Scholarship centered on innovation is not necessarily innovative. In complete contrast with other fields of architectural research, the study of the digital in architecture has been until recently marked by a certain indifference towards the necessity to challenge the traditional privilege given to Western thought and achievements. Indeed, most historical accounts begin with the seminal role played by British and American early developments in computing before envisaging episodes like the creation of the Land Use and Built Form Studies at Cambridge University in 1967, or the launch of the Paperless Studio at Columbia University in the 1990’s. This Western-centric and decidedly Northern orientation often extends to contemporary studies of digital architecture and robotic fabrication, as if technology obeyed concentric patterns of diffusion from selected centers to various undifferentiated peripheries.

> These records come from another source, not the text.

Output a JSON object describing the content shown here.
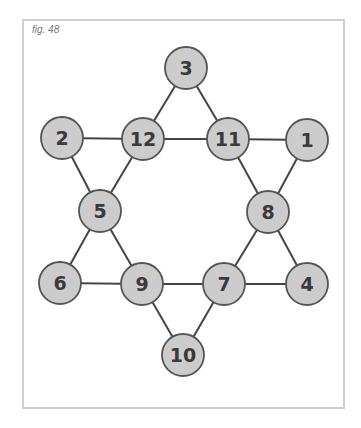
{
  "figure": {
    "caption": "fig. 48",
    "colors": {
      "node_fill": "#cccccc",
      "node_stroke": "#555555",
      "edge": "#444444",
      "frame": "#cfcfcf"
    },
    "nodes": [
      {
        "id": "n3",
        "label": "3",
        "x": 186,
        "y": 68
      },
      {
        "id": "n2",
        "label": "2",
        "x": 62,
        "y": 138
      },
      {
        "id": "n12",
        "label": "12",
        "x": 143,
        "y": 139
      },
      {
        "id": "n11",
        "label": "11",
        "x": 228,
        "y": 139
      },
      {
        "id": "n1",
        "label": "1",
        "x": 307,
        "y": 140
      },
      {
        "id": "n5",
        "label": "5",
        "x": 100,
        "y": 211
      },
      {
        "id": "n8",
        "label": "8",
        "x": 268,
        "y": 212
      },
      {
        "id": "n6",
        "label": "6",
        "x": 60,
        "y": 283
      },
      {
        "id": "n9",
        "label": "9",
        "x": 142,
        "y": 284
      },
      {
        "id": "n7",
        "label": "7",
        "x": 224,
        "y": 284
      },
      {
        "id": "n4",
        "label": "4",
        "x": 307,
        "y": 284
      },
      {
        "id": "n10",
        "label": "10",
        "x": 183,
        "y": 355
      }
    ],
    "edges": [
      [
        "3",
        "12"
      ],
      [
        "3",
        "11"
      ],
      [
        "2",
        "12"
      ],
      [
        "12",
        "11"
      ],
      [
        "11",
        "1"
      ],
      [
        "2",
        "5"
      ],
      [
        "12",
        "5"
      ],
      [
        "11",
        "8"
      ],
      [
        "1",
        "8"
      ],
      [
        "5",
        "6"
      ],
      [
        "5",
        "9"
      ],
      [
        "8",
        "7"
      ],
      [
        "8",
        "4"
      ],
      [
        "6",
        "9"
      ],
      [
        "9",
        "7"
      ],
      [
        "7",
        "4"
      ],
      [
        "9",
        "10"
      ],
      [
        "7",
        "10"
      ]
    ]
  }
}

The essays gathered in this volume by Daniel Cardoso Llach and Andrés Burbano question critically this received narrative in various ways. First, they enrich considerably the geography of the digital by showing for instance how institutions like the Architecture School of the University of Costa Rica was very early on permeated by a computational perspective that led to creative experiments in design pedagogy. Second, this collection of essays also reminds us that the circuits of innovation are far more complex than the centrifugal logic evoked above, that they involve processes of translation and reinterpretation that are often akin to a complete reinvention. As one of the studies reveals, Latin-American researches on digital fabrication follow specific agendas that differ from their Northern counterparts.
Above all, enlarging the scope is not only a matter of paying tribute to underrecognized contributions to the digital in architecture from a postcolonial perspective. It also offers key insights on how to envisage some of the most pressing issues today, such as the complex relations between traditional labor, on the one hand, digital modeling and fabrication, on the other. Looking closely at how the contemporary realization of Indian temples involves both the hands of sculptors and CNC machinery, or paying attention to the digital potential of the craft practice of wire-bending in Trinidad and Tobago, may inspire more creative scenarios for the future of digital fabrication than the neo-Ruskinian vision of the designer as maker or the nostalgia of the craftsman that are currently being discussed based on essays like Lars Spuybroek’s The Sympathy of Things and Richard Sennett’s The Craftsman.
The Other Computations evoked in this volume should remind us of two essential features of the digital. First, that as much as a series of technologies, it appears as a culture whose actors are far more numerous than what has been generally supposed. Things did not happen only at the University of Cambridge, Columbia University, or MIT. The global South has been part of the story, and this has been the case a long time prior to the rise of Indian software engineers or Latin-American digital designers. Second, as a culture, the digital should not be approached as an external factor impacting architecture from the outside. The notion of co-production mobilized by science and technology studies (STS) scholar Sheila Jasanoff is probably better suited when trying to understand its relation to a domain like design. Thus, the essays gathered here force us to challenge not only received narratives but also reassuringly straightforward, but by the same token simplistic, explanations.